Thuringian forest goat
The Thuringian forest goat is a German goat breed . It was created around 1900 from Thuringian lands through crossbreeding with Swiss Toggenburg goats . Initially called the Thuringian Toggenburger , the refined breed was named "Thuringian Forest Goat" in 1935. The spelling Thuringian Forest Goat, which is often used, is spelling incorrectly .
description
The animals are medium-sized and strongly built. The smooth, short hair is light brown to chocolate-colored, but black animals also occur. She has no eel line . The mirror , lower legs and erect ears are white, white stripes run from the base of the horn to the mouth. Both sexes can be horned or hornless.
The undemanding, resilient breed has a good milk yield (700–800 kg; 3.5% fat) and high fertility with good maternal characteristics. It also provides excellent meat and is also used in landscape maintenance.
The Society for the Preservation of Old and Endangered Domestic Animals named the Thuringian Forest Goat " Pet of the Year 1993".
distribution
In 1936 there were about 60,000 Thuringian forest goats.
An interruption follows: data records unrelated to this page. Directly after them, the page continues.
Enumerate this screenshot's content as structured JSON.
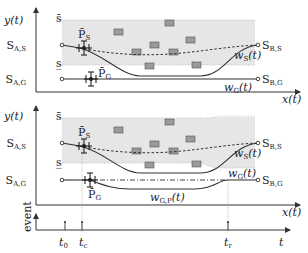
{
  "diagram": {
    "top_panel": {
      "y_axis_label": "y(t)",
      "x_axis_label": "x(t)",
      "upper_bound_label": "s̄",
      "lower_bound_label": "s̲",
      "start_sensor": "S",
      "start_sensor_sub": "A,S",
      "start_goal": "S",
      "start_goal_sub": "A,G",
      "end_sensor": "S",
      "end_sensor_sub": "B,S",
      "end_goal": "S",
      "end_goal_sub": "B,G",
      "p_s_label": "P̄",
      "p_s_sub": "S",
      "p_g_label": "P̄",
      "p_g_sub": "G",
      "w_s_label": "w",
      "w_s_sub": "S",
      "w_s_arg": "(t)",
      "w_g_label": "w",
      "w_g_sub": "G",
      "w_g_arg": "(t)"
    },
    "bottom_panel": {
      "y_axis_label": "y(t)",
      "x_axis_label": "x(t)",
      "upper_bound_label": "s̄",
      "lower_bound_label": "s̲",
      "start_sensor": "S",
      "start_sensor_sub": "A,S",
      "start_goal": "S",
      "start_goal_sub": "A,G",
      "end_sensor": "S",
      "end_sensor_sub": "B,S",
      "end_goal": "S",
      "end_goal_sub": "B,G",
      "p_s_label": "P̄",
      "p_s_sub": "S",
      "p_g_label": "P̄",
      "p_g_sub": "G",
      "w_s_label": "w",
      "w_s_sub": "S",
      "w_s_arg": "(t)",
      "w_g_label": "w",
      "w_g_sub": "G",
      "w_g_arg": "(t)",
      "w_gp_label": "w",
      "w_gp_sub": "G,P",
      "w_gp_arg": "(t)"
    },
    "event_axis": {
      "y_label": "event",
      "t_label": "t",
      "ticks": [
        {
          "label": "t",
          "sub": "0"
        },
        {
          "label": "t",
          "sub": "c"
        },
        {
          "label": "t",
          "sub": "r"
        }
      ]
    }
  }
}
In the 1950s a decline set in, so that by the end of the 1980s there were only 120 animals in two buck lines of this breed. In 1988 a breeder purposefully crossed a buck and three dams from Swiss Toggenburg goats in order to enlarge the gene pool and thus preserve the breed.
In 2004, 711 female herdbook animals of the Thuringian forest goat were kept by 106 breeders in 13 federal states, 45 percent of them in Thuringia . Of these, 29 breeders with 273 female herdbook animals were registered in the Suhl Zoo . Further herdbook breedings were operated in Lippelsdorf and Böhlen , not herdbook breedings were found in Ruhla , Meura and Sonneberg .
Their population is monitored by the Federal Office for Agriculture and Food . There are Kryoreserven created and be subject to monitoring.
The stocks have now recovered. In 2011 there were around 150 male goats and 1,300 mother goats registered in 120 herd book farms nationwide with a focus on Thuringia, Hesse, Rhineland-Palatinate, Lower Saxony, Bavaria and Saxony. With the aim of preserving the endangered breed in the future, a nationwide breed advisory board was founded in the summer of 2012.
See also
literature
- Karola Stier: The Thuringian Forest Goat . In: Society for the preservation of old and endangered domestic animal breeds eV (Ed.): Online brochure focus on sheep, goats, working dogs . 2008 ( PDF file [accessed January 5, 2014]).
Web links
- The Thuringian Forest Goat in the goat lexicon , accessed on September 28, 2009
- Breed portrait The Thuringian forest goat of the initiative Diverse initiatives for the conservation of old and endangered domestic animal breeds
- Thuringian forest goat , breed description of the society for the preservation of old and endangered domestic animal breeds
- Breed Advisory Board Thuringian Forest Goat with information on breeding, conservation, history and breed characteristics
Individual evidence
- ↑ a b Federal Office for Agriculture and Food: Red List of Endangered Indigenous Livestock Breeds in Germany. Edition 2010 ( Memento of the original from July 18, 2011 in the Internet Archive ) Info: The archive link was inserted automatically and has not yet been checked. Please check the original and archive link according to the instructions and then remove this notice. , Pp. 98–99 (PDF, 1.85 MB)
- ↑ a b Homepage Rassebeirat TWZ ( Memento of the original from August 14, 2012 in the Internet Archive ) Info: The archive link was automatically inserted and not yet checked. Please check the original and archive link according to the instructions and then remove this notice. (accessed on November 23, 2012)
- ↑ Stefan Neumann: Thuringian forest goats - ideal for grazing mountain meadows. In: Magazin Naturpark Thüringer Wald , Issue 5, Friedrichshöhe 2004, pp. 37–39.